A journey-enabled operating model relies on:
integrated data across channels
journey analytics and flow analysis
voice-of-customer and operational signals
case and workflow visibility.
This is not about perfect data. It’s about directionally accurate insight that allows teams to see, where:
customers get stuck
effort spikes
policies create friction
Technology becomes an enabler of learning—not just automation.
What does this look like?
In organizations that do this well, you see real shifts:
fewer handoffs
faster service recovery
reduced repeat contacts
better alignment between policy intent and lived experience.
By MichaelMost government operating models are built around:
programs
policies
channels
functional silos.
Government is organized by what it does and not by what the customer experiences. As a result, the customer journey is fragmented.
A citizen starts a service in one channel, gets handed off to another team, repeats their story, hits a policy boundary, and eventually gives up—or escalates.
No one owns that journey end to end.
Everyone owns a piece of the process.
No one owns the experience.
A journey-enabled operating model flips that logic.
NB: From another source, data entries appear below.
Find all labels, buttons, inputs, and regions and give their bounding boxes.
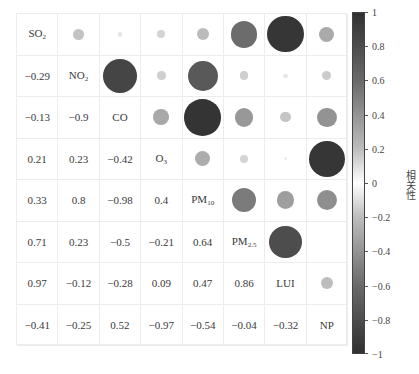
correlation-value: 0.97 (28, 277, 47, 289)
correlation-circle (118, 32, 123, 37)
correlation-circle-cell (183, 56, 224, 98)
correlation-circle (153, 109, 169, 125)
variable-label: PM10 (191, 193, 214, 207)
correlation-circle-cell (307, 139, 348, 181)
correlation-circle (267, 16, 303, 52)
correlation-circle (319, 27, 334, 42)
correlation-value-cell: −0.54 (183, 305, 224, 347)
correlation-value-cell: −0.42 (100, 139, 141, 181)
correlation-value-cell: 0.97 (17, 263, 58, 305)
correlation-circle (240, 155, 248, 163)
correlation-circle (284, 157, 287, 160)
correlation-value: 0.8 (72, 194, 86, 206)
correlation-circle (157, 71, 166, 80)
correlation-circle (326, 241, 327, 242)
correlation-circle (195, 151, 210, 166)
correlation-value: 0.21 (28, 153, 47, 165)
correlation-value: 0.64 (193, 236, 212, 248)
colorbar-tick-label: 0.4 (372, 109, 385, 120)
correlation-value: −0.9 (69, 111, 89, 123)
correlation-circle (280, 112, 290, 122)
colorbar-tick (365, 12, 368, 13)
colorbar-tick-label: −0.6 (372, 280, 390, 291)
correlation-value: 0.47 (193, 277, 212, 289)
correlation-value-cell: −0.41 (17, 305, 58, 347)
correlation-value-cell: 0.86 (224, 263, 265, 305)
correlation-value: 0.23 (69, 236, 88, 248)
variable-label: NP (320, 319, 334, 331)
colorbar-tick-label: 0.2 (372, 143, 385, 154)
correlation-value: 0.33 (28, 194, 47, 206)
correlation-value: −0.04 (231, 319, 256, 331)
correlation-circle-cell (224, 180, 265, 222)
correlation-circle-cell (183, 139, 224, 181)
correlation-circle-cell (307, 14, 348, 56)
correlation-circle (240, 71, 249, 80)
correlation-circle-cell (224, 56, 265, 98)
diagonal-label-cell: CO (100, 97, 141, 139)
correlation-value: 0.23 (69, 153, 88, 165)
correlation-value: −0.12 (66, 277, 91, 289)
correlation-circle-cell (224, 139, 265, 181)
colorbar-tick-label: 1 (372, 7, 377, 18)
variable-label: O3 (156, 152, 167, 166)
colorbar-tick-label: −0.4 (372, 246, 390, 257)
correlation-value-cell: −0.32 (265, 305, 306, 347)
correlation-value-cell: 0.23 (58, 139, 99, 181)
correlation-value-cell: −0.12 (58, 263, 99, 305)
correlation-circle-cell (100, 14, 141, 56)
correlation-circle-cell (307, 263, 348, 305)
correlation-value-cell: −0.13 (17, 97, 58, 139)
correlation-value-cell: −0.5 (100, 222, 141, 264)
correlation-value-cell: 0.64 (183, 222, 224, 264)
colorbar-tick (365, 183, 368, 184)
correlation-value-cell: −0.29 (17, 56, 58, 98)
correlation-circle (277, 191, 295, 209)
correlation-value-cell: −0.04 (224, 305, 265, 347)
variable-label: CO (112, 111, 127, 123)
correlation-circle-cell (265, 139, 306, 181)
correlation-value: −0.5 (110, 236, 130, 248)
variable-label: NO2 (69, 69, 88, 83)
correlation-circle (231, 21, 258, 48)
colorbar-tick (365, 80, 368, 81)
correlation-circle-cell (224, 14, 265, 56)
correlation-circle (197, 28, 209, 40)
correlation-circle-cell (100, 56, 141, 98)
colorbar-tick-label: 0.6 (372, 75, 385, 86)
colorbar-tick (365, 115, 368, 116)
correlation-value-cell: −0.97 (141, 305, 182, 347)
correlation-value-cell: −0.28 (100, 263, 141, 305)
correlation-value: −0.21 (149, 236, 174, 248)
correlation-value: −0.29 (24, 70, 49, 82)
correlation-circle-cell (183, 14, 224, 56)
correlation-circle-cell (307, 56, 348, 98)
correlation-value-cell: 0.4 (141, 180, 182, 222)
colorbar-tick-label: −0.8 (372, 314, 390, 325)
colorbar-tick (365, 46, 368, 47)
correlation-value: −0.13 (24, 111, 49, 123)
colorbar-tick (365, 251, 368, 252)
correlation-value-cell: −0.21 (141, 222, 182, 264)
correlation-value-cell: 0.33 (17, 180, 58, 222)
correlation-value: −0.42 (107, 153, 132, 165)
colorbar-tick (365, 217, 368, 218)
diagonal-label-cell: PM2.5 (224, 222, 265, 264)
variable-label: PM2.5 (232, 235, 257, 249)
correlation-value-cell: 0.23 (58, 222, 99, 264)
correlation-value-cell: 0.47 (183, 263, 224, 305)
correlation-circle-cell (265, 97, 306, 139)
correlation-circle-cell (265, 222, 306, 264)
colorbar-tick-label: 0.8 (372, 41, 385, 52)
colorbar-label: 相关性 (402, 170, 417, 200)
correlation-value: −0.98 (107, 194, 132, 206)
correlation-value: 0.09 (152, 277, 171, 289)
correlation-value-cell: 0.8 (58, 180, 99, 222)
colorbar-tick (365, 353, 368, 354)
correlation-value: 0.86 (234, 277, 253, 289)
correlation-value: −0.32 (273, 319, 298, 331)
correlation-circle (317, 108, 336, 127)
correlation-value: −0.25 (66, 319, 91, 331)
correlation-circle (157, 30, 165, 38)
diagonal-label-cell: NO2 (58, 56, 99, 98)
Instead of asking, “How do we optimize our functions?”
It asks, “How do we design the organization around the journeys that matter most?”
What does journey enabled mean?
A journey-enabled operating model does three critical things, it:
treats customer journeys as managed assets, not artifacts
embeds journey accountability into governance and decision-making
aligns teams, funding, metrics, and technology around outcomes—not outputs.
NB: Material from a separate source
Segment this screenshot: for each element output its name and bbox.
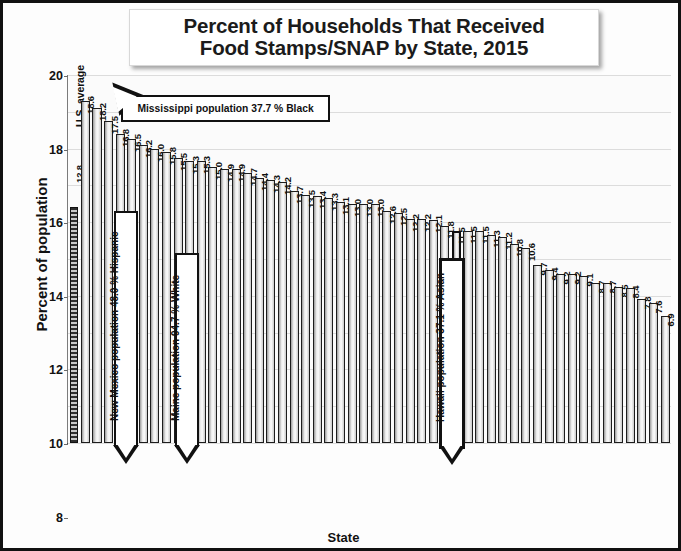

This is not about replacing functional structures. It’s about overlaying a journey lens on top of them. Think of journeys as the connective tissue across policy, operations, technology, and service delivery.
Assign journey ownership
Here’s where most organizations hesitate.
A journey-enabled operating model requires explicit journey ownership.
Not symbolic ownership. Not advisory ownership. Real accountability.
A Journey owner is responsible for:
end-to-end experience performance
identifying friction and failure points
prioritizing improvements across silos
advocating for the customer in governance forums.
They do not replace operational leaders, instead, they act as horizontal leaders—cutting across vertical structures.
In mature models, journey owners have:
decision rights
dedicated capacity
a formal role in investment and prioritization.
Without this, journeys revert to PowerPoint slides that collect digital dust.
Build journey-aligned teams
A journey-enabled organization does not rely solely on centralized CX teams.
Instead, it creates journey-aligned, cross-functional squads—either permanent or federated—bringing together:
operations
policy
technology
data and analytics
design and research.
These teams work on continuous improvement, not one-off projects.
They are measured on outcomes like:
time to resolution
first-contact completion
effort reduction
trust and confidence.
This is where the operating model shifts from episodic change to ongoing journey management.
Embed journeys into governance
This is the hardest—and most important—part.
A journey-enabled operating model changes how decisions get made.
Journeys must be embedded into:
portfolio planning
investment governance
performance reviews
executive reporting.
Instead of asking, “Which project should we fund?” Leaders should be asking, “Which journey outcome are we improving?”
Instead of channel-based KPIs, organizations track:
journey health
drop-off points
rework and escalation
cross-channel failure demand.
This makes the customer visible in rooms where the customer has historically been absent.
Enable with data and technology
Journeys cannot be managed without insight.
A journey-enabled operating model relies on:
integrated data across channels
journey analytics and flow analysis
voice-of-customer and operational signals
case and workflow visibility.
This is not about perfect data. It’s about directionally accurate insight that allows teams to see, where:
customers get stuck
effort spikes
policies create friction
Technology becomes an enabler of learning—not just automation.
What does this look like?
In organizations that do this well, you see real shifts:
fewer handoffs
faster service recovery
reduced repeat contacts
better alignment between policy intent and lived experience.